I didn’t grow up going to church. The few times I remember going were for weddings, funerals and an occasional Sunday School class with a cousin.
I had heard of God and Jesus, they just weren’t part of my everyday-walking-around-living-life thoughts.
So when a young girl I was interested in invited me to spend a week on a youth mission trip, I jumped at the chance. Not to spend a week serving. Not to learn more about God/Jesus/the Church. To spend a week with a young girl.
Long story a bit shorter, she didn’t go. I did. A couple dozen nudges and lots of conversation later, I became a pastor.
I’ve written papers about my “call to ministry”. I’ve read the call stories in the Bible and nodded along as I compared my own sense of call with some of the biggest names in the scriptures. Moses. Isaiah. Jeremiah. The Disciples. For me, being a pastor is a great honor and an amazing journey.
I have been with people as they breathed their last. I have held hands with people who just received news there was nothing more that could be done. I have laughed with new parents. I have stood in the lake and baptized new brothers/sisters in Christ. I have prayed and preached and sometimes I have even seen God use the things I have said to impact a life.
I like what I do. I love that I get to do it.
So, when my son told me the other day that I needed to “get a real job”. I wasn’t really sure what to say. When he added “like a DJ”. I probably laughed. My son, the future comedian.
But I’ve been thinking about that micro conversation.
What I see as a humbling gift from God – the opportunity to be a pastor – does my son sees as a waste of time?
What have I done or not done to leave him with this impression? What have I said, not said that led him to believe this is anything short of the best occupation ever?
And I think that must be the answer. In his eyes, being a pastor is an occupation. A job. It looks like a lot of writing and reading and talking. It doesn’t look like an adventure (but it is!). It doesn’t look all that fun (it certainly can be!). It doesn’t look like anything he’d ever imagine wanting to do himself (of course, neither did I!).
I’m interested in what he might say if we had a conversation about how I see what I do. Not as a job, but as a vocation…as a calling. As something I do, because I have been uniquely gifted to do it. As something I do, because I couldn’t find fulfillment and satisfaction doing anything else.
Because I have a fire in my bones. (Jeremiah 20:9)
Because the Spirit of the Lord is upon me. (Luke 4:18-19)
Because I have been thirsty and I don’t want to thirst anymore. (John 4:1-28)
At the end of our conversation he might still think it’s better to be a DJ than it is to be a pastor, but I pray he’ll understand, for me it could never be.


## Task requirements
Copy the lines below verbatim, beginning with the line that includes "What elements are" and continuing to the end; leave out everything before it.

## Records for this task
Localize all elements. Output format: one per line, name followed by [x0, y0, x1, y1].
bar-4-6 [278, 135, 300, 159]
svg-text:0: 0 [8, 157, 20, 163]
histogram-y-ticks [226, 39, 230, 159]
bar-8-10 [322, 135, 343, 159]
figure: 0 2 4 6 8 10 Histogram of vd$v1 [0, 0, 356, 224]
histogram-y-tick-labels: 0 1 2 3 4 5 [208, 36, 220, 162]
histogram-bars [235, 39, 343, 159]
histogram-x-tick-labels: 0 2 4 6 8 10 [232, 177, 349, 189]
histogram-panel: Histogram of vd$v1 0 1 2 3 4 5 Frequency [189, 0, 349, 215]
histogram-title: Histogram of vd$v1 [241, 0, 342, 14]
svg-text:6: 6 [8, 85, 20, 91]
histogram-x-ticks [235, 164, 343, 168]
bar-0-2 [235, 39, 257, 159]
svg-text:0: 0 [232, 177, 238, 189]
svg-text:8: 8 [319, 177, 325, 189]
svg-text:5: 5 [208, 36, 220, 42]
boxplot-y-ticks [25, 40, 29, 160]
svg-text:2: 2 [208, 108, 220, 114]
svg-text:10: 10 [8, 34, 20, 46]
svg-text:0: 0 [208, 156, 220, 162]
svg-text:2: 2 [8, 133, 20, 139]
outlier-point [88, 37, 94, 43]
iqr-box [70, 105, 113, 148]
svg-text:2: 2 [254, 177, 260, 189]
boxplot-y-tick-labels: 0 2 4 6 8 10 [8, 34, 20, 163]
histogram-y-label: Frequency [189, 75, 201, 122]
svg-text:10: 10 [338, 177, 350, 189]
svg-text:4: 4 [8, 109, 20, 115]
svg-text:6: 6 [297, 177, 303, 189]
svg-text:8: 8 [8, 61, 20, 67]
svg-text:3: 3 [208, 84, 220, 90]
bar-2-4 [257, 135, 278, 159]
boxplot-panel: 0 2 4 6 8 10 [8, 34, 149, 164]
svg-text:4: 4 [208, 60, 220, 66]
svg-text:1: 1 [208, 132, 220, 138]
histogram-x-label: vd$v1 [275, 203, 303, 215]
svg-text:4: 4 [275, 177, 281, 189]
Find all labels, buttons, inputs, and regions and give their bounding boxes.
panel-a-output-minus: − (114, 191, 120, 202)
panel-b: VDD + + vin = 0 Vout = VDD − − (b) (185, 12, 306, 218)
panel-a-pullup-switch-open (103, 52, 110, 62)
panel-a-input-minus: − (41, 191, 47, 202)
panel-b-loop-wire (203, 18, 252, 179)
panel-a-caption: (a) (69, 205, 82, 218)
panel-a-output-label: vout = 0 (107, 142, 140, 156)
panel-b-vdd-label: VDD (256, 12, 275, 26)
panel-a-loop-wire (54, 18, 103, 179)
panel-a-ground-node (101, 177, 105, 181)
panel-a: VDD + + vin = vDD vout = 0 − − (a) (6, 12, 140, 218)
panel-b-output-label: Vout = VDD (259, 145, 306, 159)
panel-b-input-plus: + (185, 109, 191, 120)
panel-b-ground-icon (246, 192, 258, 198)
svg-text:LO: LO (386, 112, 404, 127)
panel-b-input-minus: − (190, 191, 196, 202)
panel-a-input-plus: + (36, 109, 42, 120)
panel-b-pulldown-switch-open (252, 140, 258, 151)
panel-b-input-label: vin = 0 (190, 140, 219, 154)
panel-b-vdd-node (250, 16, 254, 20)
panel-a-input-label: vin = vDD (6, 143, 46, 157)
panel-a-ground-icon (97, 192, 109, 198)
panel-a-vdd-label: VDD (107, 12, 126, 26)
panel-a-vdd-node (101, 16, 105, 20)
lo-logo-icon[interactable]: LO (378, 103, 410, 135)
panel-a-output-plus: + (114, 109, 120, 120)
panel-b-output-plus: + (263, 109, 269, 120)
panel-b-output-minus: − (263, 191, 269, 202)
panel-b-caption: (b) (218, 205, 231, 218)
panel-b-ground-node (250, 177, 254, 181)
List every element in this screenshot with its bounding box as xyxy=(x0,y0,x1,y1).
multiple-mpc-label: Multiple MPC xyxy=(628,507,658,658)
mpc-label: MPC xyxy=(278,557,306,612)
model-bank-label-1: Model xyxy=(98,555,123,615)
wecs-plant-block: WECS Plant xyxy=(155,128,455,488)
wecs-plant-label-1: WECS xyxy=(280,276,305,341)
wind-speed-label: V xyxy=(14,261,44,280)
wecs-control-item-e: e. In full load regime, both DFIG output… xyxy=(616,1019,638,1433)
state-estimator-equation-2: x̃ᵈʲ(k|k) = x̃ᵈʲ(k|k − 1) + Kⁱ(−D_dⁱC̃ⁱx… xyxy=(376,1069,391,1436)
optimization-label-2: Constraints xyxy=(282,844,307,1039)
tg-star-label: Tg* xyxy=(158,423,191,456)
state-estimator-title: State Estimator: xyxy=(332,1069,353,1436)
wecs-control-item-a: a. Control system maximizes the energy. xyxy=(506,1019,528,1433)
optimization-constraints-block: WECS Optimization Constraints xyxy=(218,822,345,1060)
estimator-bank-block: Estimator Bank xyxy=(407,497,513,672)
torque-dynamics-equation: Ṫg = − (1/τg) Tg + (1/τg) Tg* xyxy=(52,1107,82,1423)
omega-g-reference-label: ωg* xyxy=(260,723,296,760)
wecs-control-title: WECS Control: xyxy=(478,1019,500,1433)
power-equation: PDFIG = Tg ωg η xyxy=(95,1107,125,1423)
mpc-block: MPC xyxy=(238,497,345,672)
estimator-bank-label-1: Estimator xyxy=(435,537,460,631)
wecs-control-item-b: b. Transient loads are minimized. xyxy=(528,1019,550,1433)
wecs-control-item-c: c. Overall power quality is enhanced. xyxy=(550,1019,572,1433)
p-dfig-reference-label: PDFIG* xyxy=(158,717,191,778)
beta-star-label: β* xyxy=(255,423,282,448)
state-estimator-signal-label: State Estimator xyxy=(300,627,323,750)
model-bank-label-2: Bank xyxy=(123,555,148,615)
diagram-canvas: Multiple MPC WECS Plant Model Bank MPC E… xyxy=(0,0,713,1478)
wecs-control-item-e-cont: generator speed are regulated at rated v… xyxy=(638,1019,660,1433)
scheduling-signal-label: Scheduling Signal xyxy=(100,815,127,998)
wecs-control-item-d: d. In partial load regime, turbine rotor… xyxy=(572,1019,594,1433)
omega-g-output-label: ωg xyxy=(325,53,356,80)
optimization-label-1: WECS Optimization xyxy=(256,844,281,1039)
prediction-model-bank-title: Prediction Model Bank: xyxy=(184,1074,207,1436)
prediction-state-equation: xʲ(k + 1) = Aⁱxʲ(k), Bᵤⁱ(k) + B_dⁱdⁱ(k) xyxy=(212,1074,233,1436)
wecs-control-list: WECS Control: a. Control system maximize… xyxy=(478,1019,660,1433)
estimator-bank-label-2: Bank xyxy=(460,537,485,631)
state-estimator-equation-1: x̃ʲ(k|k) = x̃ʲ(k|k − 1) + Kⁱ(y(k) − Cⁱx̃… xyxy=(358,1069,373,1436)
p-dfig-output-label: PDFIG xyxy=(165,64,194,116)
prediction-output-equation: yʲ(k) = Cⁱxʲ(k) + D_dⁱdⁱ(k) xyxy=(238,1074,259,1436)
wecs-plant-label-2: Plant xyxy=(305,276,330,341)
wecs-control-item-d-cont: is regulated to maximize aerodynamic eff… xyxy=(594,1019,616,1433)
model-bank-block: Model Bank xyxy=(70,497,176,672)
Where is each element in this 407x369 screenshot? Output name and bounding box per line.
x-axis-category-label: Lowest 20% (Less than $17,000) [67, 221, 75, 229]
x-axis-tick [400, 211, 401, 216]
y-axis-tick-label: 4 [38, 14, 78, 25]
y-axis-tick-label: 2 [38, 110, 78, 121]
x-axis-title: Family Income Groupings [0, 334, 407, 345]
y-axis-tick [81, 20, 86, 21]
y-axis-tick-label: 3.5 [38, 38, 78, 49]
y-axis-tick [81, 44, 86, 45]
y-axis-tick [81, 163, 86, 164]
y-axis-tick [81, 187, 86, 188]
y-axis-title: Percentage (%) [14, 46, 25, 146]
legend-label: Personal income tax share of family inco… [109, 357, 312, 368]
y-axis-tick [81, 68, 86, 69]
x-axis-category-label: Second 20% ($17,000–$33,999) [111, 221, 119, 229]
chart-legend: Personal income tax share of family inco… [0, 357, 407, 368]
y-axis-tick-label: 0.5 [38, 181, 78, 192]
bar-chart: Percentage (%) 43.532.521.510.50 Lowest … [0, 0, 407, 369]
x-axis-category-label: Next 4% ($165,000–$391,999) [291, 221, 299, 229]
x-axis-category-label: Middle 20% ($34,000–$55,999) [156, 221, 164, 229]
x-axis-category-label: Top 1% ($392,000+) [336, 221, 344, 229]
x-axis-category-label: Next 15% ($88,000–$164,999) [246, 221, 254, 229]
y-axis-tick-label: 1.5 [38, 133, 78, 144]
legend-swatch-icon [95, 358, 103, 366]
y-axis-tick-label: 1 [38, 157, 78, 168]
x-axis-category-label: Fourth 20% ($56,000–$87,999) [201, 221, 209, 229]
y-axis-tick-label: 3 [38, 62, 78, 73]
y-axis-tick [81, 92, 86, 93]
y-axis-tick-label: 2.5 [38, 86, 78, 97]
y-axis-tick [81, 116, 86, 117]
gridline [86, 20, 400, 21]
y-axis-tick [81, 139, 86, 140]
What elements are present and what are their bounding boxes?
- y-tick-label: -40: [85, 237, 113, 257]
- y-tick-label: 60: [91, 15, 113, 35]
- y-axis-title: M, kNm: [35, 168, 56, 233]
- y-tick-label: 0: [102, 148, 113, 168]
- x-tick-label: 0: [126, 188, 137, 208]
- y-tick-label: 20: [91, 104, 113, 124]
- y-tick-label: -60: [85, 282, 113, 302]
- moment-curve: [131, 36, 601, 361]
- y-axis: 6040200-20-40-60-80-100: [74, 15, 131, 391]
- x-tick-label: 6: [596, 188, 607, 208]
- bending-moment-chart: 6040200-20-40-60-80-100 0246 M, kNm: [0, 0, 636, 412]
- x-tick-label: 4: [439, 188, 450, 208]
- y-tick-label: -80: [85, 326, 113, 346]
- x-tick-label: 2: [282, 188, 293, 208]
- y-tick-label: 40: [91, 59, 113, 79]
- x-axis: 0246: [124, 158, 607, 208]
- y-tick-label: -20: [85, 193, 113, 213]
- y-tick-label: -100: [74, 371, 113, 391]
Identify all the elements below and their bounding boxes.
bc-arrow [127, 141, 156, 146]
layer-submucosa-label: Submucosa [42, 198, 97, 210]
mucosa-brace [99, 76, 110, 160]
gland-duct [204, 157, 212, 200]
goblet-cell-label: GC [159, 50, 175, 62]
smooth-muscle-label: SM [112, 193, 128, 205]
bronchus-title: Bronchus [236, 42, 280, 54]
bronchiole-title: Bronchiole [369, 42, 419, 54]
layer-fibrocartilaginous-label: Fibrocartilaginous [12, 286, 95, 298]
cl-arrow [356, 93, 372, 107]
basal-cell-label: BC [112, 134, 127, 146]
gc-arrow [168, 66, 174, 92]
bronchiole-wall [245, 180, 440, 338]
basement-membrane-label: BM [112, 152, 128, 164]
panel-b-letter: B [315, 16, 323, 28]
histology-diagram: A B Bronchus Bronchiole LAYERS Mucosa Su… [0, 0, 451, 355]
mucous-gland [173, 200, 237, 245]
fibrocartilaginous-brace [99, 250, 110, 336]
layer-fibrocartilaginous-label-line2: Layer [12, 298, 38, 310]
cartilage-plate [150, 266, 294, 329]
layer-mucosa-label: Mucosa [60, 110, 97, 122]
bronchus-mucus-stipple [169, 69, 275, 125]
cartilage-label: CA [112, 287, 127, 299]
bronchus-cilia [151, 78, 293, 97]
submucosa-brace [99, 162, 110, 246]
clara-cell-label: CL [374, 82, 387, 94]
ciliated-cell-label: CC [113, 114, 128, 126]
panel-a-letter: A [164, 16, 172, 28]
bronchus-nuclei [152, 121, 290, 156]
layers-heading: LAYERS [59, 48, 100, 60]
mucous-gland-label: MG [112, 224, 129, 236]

## Task output
What elements are present and what are their bounding boxes?
- y-tick-label: -40: [85, 237, 113, 257]
- y-tick-label: 60: [91, 15, 113, 35]
- y-axis-title: M, kNm: [35, 168, 56, 233]
- y-tick-label: 0: [102, 148, 113, 168]
- x-tick-label: 0: [126, 188, 137, 208]
- y-tick-label: 20: [91, 104, 113, 124]
- y-tick-label: -60: [85, 282, 113, 302]
- moment-curve: [131, 36, 601, 361]
- y-axis: 6040200-20-40-60-80-100: [74, 15, 131, 391]
- x-tick-label: 6: [596, 188, 607, 208]
- bending-moment-chart: 6040200-20-40-60-80-100 0246 M, kNm: [0, 0, 636, 412]
- x-tick-label: 4: [439, 188, 450, 208]
- y-tick-label: -80: [85, 326, 113, 346]
- x-tick-label: 2: [282, 188, 293, 208]
- y-tick-label: 40: [91, 59, 113, 79]
- x-axis: 0246: [124, 158, 607, 208]
- y-tick-label: -20: [85, 193, 113, 213]
- y-tick-label: -100: [74, 371, 113, 391]
Identify all the elements below and their bounding boxes.
bc-arrow [127, 141, 156, 146]
layer-submucosa-label: Submucosa [42, 198, 97, 210]
mucosa-brace [99, 76, 110, 160]
gland-duct [204, 157, 212, 200]
goblet-cell-label: GC [159, 50, 175, 62]
smooth-muscle-label: SM [112, 193, 128, 205]
bronchus-title: Bronchus [236, 42, 280, 54]
bronchiole-title: Bronchiole [369, 42, 419, 54]
layer-fibrocartilaginous-label: Fibrocartilaginous [12, 286, 95, 298]
cl-arrow [356, 93, 372, 107]
basal-cell-label: BC [112, 134, 127, 146]
gc-arrow [168, 66, 174, 92]
bronchiole-wall [245, 180, 440, 338]
basement-membrane-label: BM [112, 152, 128, 164]
panel-b-letter: B [315, 16, 323, 28]
histology-diagram: A B Bronchus Bronchiole LAYERS Mucosa Su… [0, 0, 451, 355]
mucous-gland [173, 200, 237, 245]
fibrocartilaginous-brace [99, 250, 110, 336]
layer-fibrocartilaginous-label-line2: Layer [12, 298, 38, 310]
cartilage-plate [150, 266, 294, 329]
layer-mucosa-label: Mucosa [60, 110, 97, 122]
bronchus-mucus-stipple [169, 69, 275, 125]
cartilage-label: CA [112, 287, 127, 299]
bronchus-cilia [151, 78, 293, 97]
submucosa-brace [99, 162, 110, 246]
clara-cell-label: CL [374, 82, 387, 94]
ciliated-cell-label: CC [113, 114, 128, 126]
panel-a-letter: A [164, 16, 172, 28]
bronchus-nuclei [152, 121, 290, 156]
layers-heading: LAYERS [59, 48, 100, 60]
mucous-gland-label: MG [112, 224, 129, 236]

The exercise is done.